Happily, even amidst the sprawling virtual rubble, there are still countless gold coins to be harvested. But there are also more counterfeits than ever before in the brush. All too many members of today’s considerable Corrector Class appear more interested in inflating their rather poor self-esteems than offering genuine gold coins to their fellow world travelers. This is both a little sad and very annoying. Sister Camillus, where are you when we need you?

Friday, April 1, 2011

Stream of Consciousness


A local newspaper, the Riverdale Press, recently ran a piece about a meandering stream that runs through parts of my neighborhood. Having been covered over by landfill in the fledgling years of the twentieth century, the waterway is now—with the exception of a few visible remnants in nearby Van Cortlandt Park—completely underground and wholly unseen. Most of the area’s current residents, I suspect, are blissfully ignorant of the fact that many private homes and apartment buildings in the area are built atop Tibbetts Brook and its surrounding wetlands.

Several decades ago, a man named William Tieck published a neat history of adjoining Bronx neighborhoods' Kingsbridge and Riverdale. Rare photographs in his book included images of the formerly free-flowing Tibbetts Brook in locations that have long been covered by concrete and asphalt. For those of us who call home this densely populated nook of New York City, it’s hard to imagine a row boat tethered to a small wooden dock on what is now a busy cross-street—but some of the old pictures actually paint a Norman Rockwell postcard past of what is now a teeming urban enclave.

While a return to this Rockwellian vista is not possible (nor desired), the newspaper account nonetheless reported on possible future efforts in “daylighting” the brook—bringing it back to the surface where feasible. Interestingly, and on its own, the indefatigable stream seems to be doing just that in snippets of Van Cortlandt that were not very long ago bone dry but are now swampy marshland. Really, what the city fathers and mothers have in mind at this point in time is merely a theoretical restoration of the brook that runs from the City of Yonkers, just to the north, and empties into the nearby Harlem River Ship Canal, which, by the way, empties into the Hudson River, likewise a stone's throw away.

Growing up on the street that received its name from the stream that runs beneath it, I have something of an intimate acquaintance with its subterranean waters. Along with a few other men, my grandfather planted a sprawling “victory garden” on an empty lot on the very same street in the late 1950s. Naturally, there was no modern water source to attach hoses or sprinklers to, but there was Tibbetts Brook not too far from the surface.

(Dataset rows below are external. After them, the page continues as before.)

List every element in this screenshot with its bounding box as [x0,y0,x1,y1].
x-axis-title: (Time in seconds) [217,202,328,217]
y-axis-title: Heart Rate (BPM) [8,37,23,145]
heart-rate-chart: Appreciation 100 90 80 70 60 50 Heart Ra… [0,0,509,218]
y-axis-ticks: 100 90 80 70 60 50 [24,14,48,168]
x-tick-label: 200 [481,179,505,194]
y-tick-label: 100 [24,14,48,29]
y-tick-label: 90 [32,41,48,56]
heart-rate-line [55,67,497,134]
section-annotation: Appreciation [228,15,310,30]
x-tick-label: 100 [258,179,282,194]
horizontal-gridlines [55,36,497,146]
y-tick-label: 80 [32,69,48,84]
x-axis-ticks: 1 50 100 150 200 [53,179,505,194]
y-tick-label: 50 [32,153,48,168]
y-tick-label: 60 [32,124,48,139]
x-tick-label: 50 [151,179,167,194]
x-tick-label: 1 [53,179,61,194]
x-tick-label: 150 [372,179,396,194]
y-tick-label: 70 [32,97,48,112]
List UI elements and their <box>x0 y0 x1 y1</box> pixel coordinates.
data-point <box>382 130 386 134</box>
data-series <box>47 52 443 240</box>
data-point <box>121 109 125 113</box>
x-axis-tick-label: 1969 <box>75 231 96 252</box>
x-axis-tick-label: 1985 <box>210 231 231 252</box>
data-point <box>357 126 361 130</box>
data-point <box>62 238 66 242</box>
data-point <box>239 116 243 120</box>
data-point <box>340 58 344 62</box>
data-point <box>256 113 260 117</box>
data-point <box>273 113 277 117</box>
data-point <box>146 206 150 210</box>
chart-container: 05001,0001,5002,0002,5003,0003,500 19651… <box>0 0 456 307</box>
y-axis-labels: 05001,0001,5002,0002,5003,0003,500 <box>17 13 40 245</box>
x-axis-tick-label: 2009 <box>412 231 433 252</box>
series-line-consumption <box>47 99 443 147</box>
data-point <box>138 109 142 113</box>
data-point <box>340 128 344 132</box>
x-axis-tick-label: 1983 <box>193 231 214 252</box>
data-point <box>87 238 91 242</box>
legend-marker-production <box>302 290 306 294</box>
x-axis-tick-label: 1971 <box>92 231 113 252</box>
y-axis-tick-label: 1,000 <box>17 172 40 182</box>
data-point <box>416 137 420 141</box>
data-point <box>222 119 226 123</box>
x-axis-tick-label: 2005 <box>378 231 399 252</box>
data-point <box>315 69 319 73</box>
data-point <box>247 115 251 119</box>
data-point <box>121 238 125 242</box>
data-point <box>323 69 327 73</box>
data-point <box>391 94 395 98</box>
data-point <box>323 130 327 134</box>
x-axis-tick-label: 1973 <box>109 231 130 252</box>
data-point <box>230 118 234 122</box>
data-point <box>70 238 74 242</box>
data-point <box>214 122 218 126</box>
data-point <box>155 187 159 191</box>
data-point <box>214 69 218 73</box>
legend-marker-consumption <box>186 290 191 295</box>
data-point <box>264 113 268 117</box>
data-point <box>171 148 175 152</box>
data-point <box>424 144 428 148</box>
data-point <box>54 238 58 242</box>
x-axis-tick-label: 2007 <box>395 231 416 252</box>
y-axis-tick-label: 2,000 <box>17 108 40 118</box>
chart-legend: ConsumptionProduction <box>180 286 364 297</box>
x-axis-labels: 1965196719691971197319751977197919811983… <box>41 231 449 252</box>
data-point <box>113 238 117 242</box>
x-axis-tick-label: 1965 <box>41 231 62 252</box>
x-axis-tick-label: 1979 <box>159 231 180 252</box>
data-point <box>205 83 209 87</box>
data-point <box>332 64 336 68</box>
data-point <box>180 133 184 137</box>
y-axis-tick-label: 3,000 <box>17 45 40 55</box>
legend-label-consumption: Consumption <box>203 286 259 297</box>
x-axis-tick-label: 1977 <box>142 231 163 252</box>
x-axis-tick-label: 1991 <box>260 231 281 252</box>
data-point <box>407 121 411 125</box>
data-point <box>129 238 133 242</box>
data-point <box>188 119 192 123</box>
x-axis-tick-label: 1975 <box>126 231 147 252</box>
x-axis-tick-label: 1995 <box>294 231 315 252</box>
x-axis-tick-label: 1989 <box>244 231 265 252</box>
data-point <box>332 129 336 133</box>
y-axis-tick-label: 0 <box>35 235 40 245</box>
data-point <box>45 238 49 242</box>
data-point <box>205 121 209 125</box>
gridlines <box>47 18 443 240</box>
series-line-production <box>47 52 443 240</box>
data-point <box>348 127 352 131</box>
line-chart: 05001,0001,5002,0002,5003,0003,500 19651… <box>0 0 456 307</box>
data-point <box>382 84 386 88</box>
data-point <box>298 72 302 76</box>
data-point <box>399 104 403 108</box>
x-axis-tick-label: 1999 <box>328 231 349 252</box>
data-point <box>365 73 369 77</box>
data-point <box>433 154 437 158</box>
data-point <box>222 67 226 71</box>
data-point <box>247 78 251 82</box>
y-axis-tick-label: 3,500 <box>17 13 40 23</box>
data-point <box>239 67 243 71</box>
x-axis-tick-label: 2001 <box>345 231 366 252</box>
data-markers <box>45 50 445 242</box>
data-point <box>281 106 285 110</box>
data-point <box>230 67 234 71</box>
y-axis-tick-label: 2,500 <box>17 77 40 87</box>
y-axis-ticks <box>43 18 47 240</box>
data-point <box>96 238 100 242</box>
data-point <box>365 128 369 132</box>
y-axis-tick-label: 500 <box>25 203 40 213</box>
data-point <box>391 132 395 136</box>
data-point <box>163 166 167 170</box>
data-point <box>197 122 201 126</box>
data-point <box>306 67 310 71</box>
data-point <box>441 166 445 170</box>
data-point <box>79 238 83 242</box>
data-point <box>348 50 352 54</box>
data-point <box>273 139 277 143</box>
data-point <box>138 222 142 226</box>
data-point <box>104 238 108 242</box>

Italians from the old country knew how to do an awful lot of things back, which are downright foreign to most of us in the twenty-first century. My grandfather knew how to dig a well. Utilizing a fifty-gallon barrel with its bottom cut out, he dug down several feet through layers of dirt and landfill (ashes of some sort) and struck water, which quickly wound its way up the barrel’s sides. The well worked like a charm for more than a decade in tapping into what proved an inexhaustible water supply. Year after year, and summer after summer, the gardeners on Tibbett Avenue lowered buckets attached to a rope into the drink, watering dozens of tomato plants, pepper plants, eggplants, string beans, and all kinds of flowers. In springtime, after the winter's snow melt, I recall the water reaching the well’s top but never quite spilling over.

Sadly, the garden was bulldozed in 1971 when I was nine years old. But very fortunately, I had the opportunity to witness the well at work. And if memory serves, the waters of Tibbetts Brook typically appeared crystal clear, almost good enough to drink. However, I'm happy to report that all concerned considered the source and resisted the temptation. When the pilings were being pounded into the very same space for a future six-story building, water pumps labored day and night in spilling out Tibbetts Brook into the street. We knew it was there then, and know it’s still there now, just champing at the bit to reveal itself once again—someday and somewhere.